Leading the Pack: A Strategic Hybrid Approach
So, is vendor lock-in a threat or a tool? In an unforgiving market, being "locked in" to a platform that works is often better than being "free" to fail with a DIY stack. However, the most visionary organisations aren't choosing one or the other. They are adopting an OpenTelemetry-standardised, Vendor-powered strategy.
We recommend standardising your data collection on OpenTelemetry for your modern, cloud-native services to maintain data portability. This gives you the leverage to swap backends or route data to different stores as your strategy evolves. Simultaneously, you should leverage the automation and AI of a top-tier vendor like Dynatrace to handle the heavy lifting of correlation, RCA, and the monitoring of legacy systems via agents.

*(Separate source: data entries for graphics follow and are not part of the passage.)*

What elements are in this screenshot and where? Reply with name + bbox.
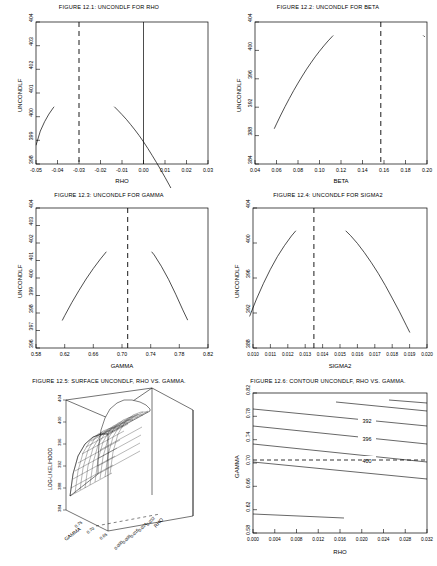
figure-title-12-1: FIGURE 12.1: UNCONDLF FOR RHO: [0, 4, 218, 10]
ytick: 399: [28, 132, 34, 141]
xtick: 0.58: [31, 351, 41, 357]
ytick: 404: [245, 199, 251, 208]
x-axis-label: GAMMA: [63, 525, 82, 542]
y-axis-label: UNCONDLF: [17, 78, 23, 112]
xtick: 0.70: [86, 525, 96, 534]
contour-label-group: 392 396 400: [358, 416, 376, 464]
xtick: 0.018: [386, 352, 398, 357]
data-curve: [50, 236, 188, 346]
ytick: 384: [247, 155, 253, 164]
figure-plot-12-3: 396 397 398 399 400 401 402 403 404 UNCO…: [0, 192, 218, 374]
ytick: 401: [28, 252, 34, 261]
x-axis-label: SIGMA2: [329, 363, 352, 369]
ytick: 403: [28, 217, 34, 226]
figure-panel-12-3: FIGURE 12.3: UNCONDLF FOR GAMMA 396 397 …: [0, 192, 218, 374]
xtick: 0.03: [203, 167, 213, 173]
xtick: 0.016: [334, 537, 346, 542]
ztick: 392: [57, 460, 62, 468]
ytick: 392: [245, 304, 251, 313]
figure-panel-12-4: FIGURE 12.4: UNCONDLF FOR SIGMA2 388 392…: [219, 192, 437, 374]
xtick: 0.019: [404, 352, 416, 357]
xtick: 0.65: [99, 531, 109, 540]
y-axis-label: GAMMA: [234, 455, 240, 478]
xtick: 0.01: [160, 167, 170, 173]
xtick: 0.16: [379, 167, 389, 173]
ytick: 0.62: [245, 501, 251, 511]
ytick: 0.78: [245, 408, 251, 418]
xtick: 0.82: [203, 351, 213, 357]
figure-title-12-2: FIGURE 12.2: UNCONDLF FOR BETA: [219, 4, 437, 10]
xtick: -0.04: [52, 167, 64, 173]
ytick: 404: [28, 199, 34, 208]
y-axis-label: UNCONDLF: [17, 264, 23, 298]
ztick: 404: [57, 394, 62, 402]
figure-panel-12-6: FIGURE 12.6: CONTOUR UNCONDLF, RHO VS. G…: [219, 378, 437, 566]
ytick: 396: [245, 269, 251, 278]
xtick: 0.00: [138, 167, 148, 173]
xtick: 0.20: [422, 167, 432, 173]
xtick: 0.013: [299, 352, 311, 357]
xtick: 0.004: [269, 537, 281, 542]
contour-label: 396: [363, 436, 372, 442]
ytick: 397: [28, 322, 34, 331]
contour-label: 392: [363, 418, 372, 424]
ytick: 403: [28, 37, 34, 46]
figure-panel-12-2: FIGURE 12.2: UNCONDLF FOR BETA 384 388 3…: [219, 4, 437, 188]
ztick: 384: [57, 504, 62, 512]
ytick: 404: [28, 13, 34, 22]
ytick: 392: [247, 98, 253, 107]
data-curve: [250, 215, 424, 358]
figure-panel-12-1: FIGURE 12.1: UNCONDLF FOR RHO 398 399 40…: [0, 4, 218, 188]
xtick: 0.016: [352, 352, 364, 357]
ytick: 396: [28, 339, 34, 348]
ytick: 0.66: [245, 478, 251, 488]
data-curve: [264, 18, 425, 153]
y-axis-label: UNCONDLF: [236, 78, 242, 112]
xtick: -0.03: [73, 167, 85, 173]
figure-plot-12-1: 398 399 400 401 402 403 404 UNCONDLF -0.…: [0, 4, 218, 188]
xtick: 0.020: [356, 537, 368, 542]
ytick: 402: [28, 234, 34, 243]
ytick: 398: [28, 304, 34, 313]
xtick: 0.011: [265, 352, 277, 357]
xtick: 0.66: [88, 351, 98, 357]
xtick: 0.62: [60, 351, 70, 357]
xtick: 0.028: [399, 537, 411, 542]
xtick: 0.000: [247, 537, 259, 542]
figure-title-12-4: FIGURE 12.4: UNCONDLF FOR SIGMA2: [219, 192, 437, 198]
xtick: 0.70: [117, 351, 127, 357]
ytick: 400: [28, 108, 34, 117]
figure-plot-12-4: 388 392 396 400 404 UNCONDLF 0.010 0.011…: [219, 192, 437, 374]
figure-plot-12-6: 0.58 0.62 0.66 0.70 0.74 0.78 0.82 GAMMA…: [219, 378, 437, 566]
xtick: 0.04: [250, 167, 260, 173]
x-axis-label: GAMMA: [111, 363, 134, 369]
xtick: 0.012: [282, 352, 294, 357]
xtick: -0.02: [95, 167, 107, 173]
x-axis-label: RHO: [333, 549, 347, 555]
xtick: 0.18: [400, 167, 410, 173]
xtick: 0.014: [317, 352, 329, 357]
ztick: 388: [57, 482, 62, 490]
ytick: 396: [247, 70, 253, 79]
ytick: 398: [28, 155, 34, 164]
xtick: 0.012: [312, 537, 324, 542]
xtick: 0.017: [369, 352, 381, 357]
xtick: -0.01: [116, 167, 128, 173]
xtick: 0.015: [334, 352, 346, 357]
xtick: 0.020: [421, 352, 433, 357]
xtick: 0.14: [357, 167, 367, 173]
ytick: 400: [28, 269, 34, 278]
figure-title-12-5: FIGURE 12.5: SURFACE UNCONDLF, RHO VS. G…: [0, 378, 218, 384]
ytick: 400: [245, 234, 251, 243]
ytick: 388: [247, 127, 253, 136]
xtick: 0.008: [290, 537, 302, 542]
surface-mesh: [70, 400, 150, 496]
xtick: 0.02: [181, 167, 191, 173]
xtick: 0.08: [293, 167, 303, 173]
x-axis-label: RHO: [115, 178, 129, 184]
ytick: 0.58: [245, 525, 251, 535]
data-curve: [36, 89, 208, 188]
contour-lines: [253, 400, 427, 518]
ytick: 400: [247, 42, 253, 51]
xtick: -0.05: [30, 167, 42, 173]
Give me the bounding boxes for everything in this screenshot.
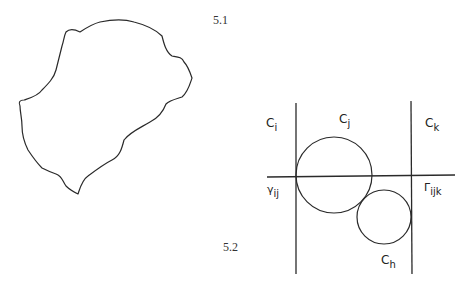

This hybrid approach acknowledges a hard truth: Can we do more with less? Not if we spend all our time building the plumbing. By using OTel as the standard and a vendor as the intelligence layer, you get the best of both worlds: unmatched flexibility and high-speed maturity.
The Final Verdict for Your Transformation
The choice between OpenTelemetry and vendor-led solutions shouldn't be a philosophical battle. It should be a pragmatic decision based on your current operational maturity and your speed-to-market requirements.
Choose Vendor-First if you need immediate results, automated RCA, and have a complex legacy estate that needs to be brought into the light quickly.
Choose OTel-First if you are building a pure greenfield, cloud-native environment with high developer ownership and a long-term requirement for data portability.
Choose Visibility Platforms if you want to navigate this transition without the typical consultant overhead.
We act as an extension of your team, providing the hands-on engineering support and strategic roadmap guidance needed to ensure your observability strategy supports your business results, not just your technical curiosity. Whether you are optimising monitoring investments or resolving critical incidents, we provide the multi-vendor expertise to help you make data-driven decisions.

The landscape is evolving rapidly, and the momentum is shifting towards standards. But standards are only useful if they lead to outcomes. Don't let your digital transformation be held hostage by the tools you use to measure it.
We believe that visibility is the foundation of digital trust, and our mission is to ensure that every organisation has the clarity to innovate without fear.